K 143769 – Oxidative Stress-Susceptibility in a Pre-Clinical Cancer Model

Total budget: 48.000.000 HUF

Project manager: Dr. Edward Eric Schmidt

Duration:

from 1st December 2022. to 30th November 2026.

 

Summary:

Whereas survival rates for many common cancers have increased dramatically over the past several decades, liver cancer and several others remain nearly untreatable. Cancer researchers seeking new approaches to treating refractory tumors have recently turned attention to the predicted oxidative stress sensitivity of cancer cells. Thus, due to the metabolic rewiring of cancer cells, they tend to generate more oxidants themselves, and get exposed to more oxidants from their environment, than do other cells. However, attempts to drug the canonical antioxidant systems in cancers have, as yet, enjoyed little success. The proposing researchers have many years of experience developing and studying genetically engineered mice (GEMs) specialized for understanding the antioxidant systems in normal livers or in liver cancer.
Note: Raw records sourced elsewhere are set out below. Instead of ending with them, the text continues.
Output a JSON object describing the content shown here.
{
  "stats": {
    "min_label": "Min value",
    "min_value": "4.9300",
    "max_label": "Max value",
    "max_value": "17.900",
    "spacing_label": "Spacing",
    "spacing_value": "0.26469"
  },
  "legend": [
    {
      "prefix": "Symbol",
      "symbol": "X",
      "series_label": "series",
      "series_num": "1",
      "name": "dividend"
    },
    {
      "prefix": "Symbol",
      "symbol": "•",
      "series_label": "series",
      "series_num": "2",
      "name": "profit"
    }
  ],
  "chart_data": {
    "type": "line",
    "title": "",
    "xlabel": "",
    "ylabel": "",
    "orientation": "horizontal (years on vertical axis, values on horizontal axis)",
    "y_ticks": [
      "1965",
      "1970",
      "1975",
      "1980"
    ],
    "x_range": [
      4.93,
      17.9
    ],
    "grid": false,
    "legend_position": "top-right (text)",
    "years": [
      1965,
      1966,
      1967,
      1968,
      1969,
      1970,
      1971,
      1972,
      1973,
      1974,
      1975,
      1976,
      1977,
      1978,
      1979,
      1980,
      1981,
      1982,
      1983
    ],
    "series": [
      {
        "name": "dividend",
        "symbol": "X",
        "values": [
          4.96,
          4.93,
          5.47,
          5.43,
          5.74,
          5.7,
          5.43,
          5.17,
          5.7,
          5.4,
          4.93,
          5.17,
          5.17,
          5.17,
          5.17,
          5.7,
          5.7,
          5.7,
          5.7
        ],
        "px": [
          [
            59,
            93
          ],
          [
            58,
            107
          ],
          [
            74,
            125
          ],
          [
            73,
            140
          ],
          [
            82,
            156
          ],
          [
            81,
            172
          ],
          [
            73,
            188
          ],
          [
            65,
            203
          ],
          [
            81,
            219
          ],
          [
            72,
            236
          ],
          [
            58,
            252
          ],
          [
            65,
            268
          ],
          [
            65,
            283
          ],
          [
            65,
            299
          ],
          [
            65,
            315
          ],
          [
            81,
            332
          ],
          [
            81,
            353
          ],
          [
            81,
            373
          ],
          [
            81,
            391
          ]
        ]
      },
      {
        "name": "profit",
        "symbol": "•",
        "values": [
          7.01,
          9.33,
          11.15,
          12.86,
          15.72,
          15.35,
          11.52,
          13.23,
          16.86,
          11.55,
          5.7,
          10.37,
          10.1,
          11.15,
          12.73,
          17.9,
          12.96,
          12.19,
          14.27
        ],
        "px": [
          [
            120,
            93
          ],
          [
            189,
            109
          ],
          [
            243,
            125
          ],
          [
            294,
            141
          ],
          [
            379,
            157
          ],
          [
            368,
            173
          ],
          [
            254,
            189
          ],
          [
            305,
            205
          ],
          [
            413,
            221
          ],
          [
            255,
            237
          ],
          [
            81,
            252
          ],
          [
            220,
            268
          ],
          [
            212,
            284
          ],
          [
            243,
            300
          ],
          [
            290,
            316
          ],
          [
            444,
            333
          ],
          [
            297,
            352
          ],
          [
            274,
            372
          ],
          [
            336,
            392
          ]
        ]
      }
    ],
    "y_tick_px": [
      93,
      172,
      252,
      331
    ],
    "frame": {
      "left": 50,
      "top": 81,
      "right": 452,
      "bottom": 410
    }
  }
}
These studies have revealed backup systems that can support the cells when the normal antioxidant systems are blocked, and they have revealed that the regulator Nrf2 plays a key role in controlling this process. Nrf2 is already known as a dominant driver of cancer malignancy; however the first report of a specific Nrf2 inhibitor only appeared in late 2021. In the proposed project, we will instead identify other components of the backup antioxidant systems, many of which are likely controlled by Nrf2, that might play critical roles in protecting cancer cells and might be more druggable than Nrf2. We can then test combination therapies that coincidentally block both the normal redox systems and the backup systems together as potential new treatments for liver cancer and possibly other currently untreatable cancers.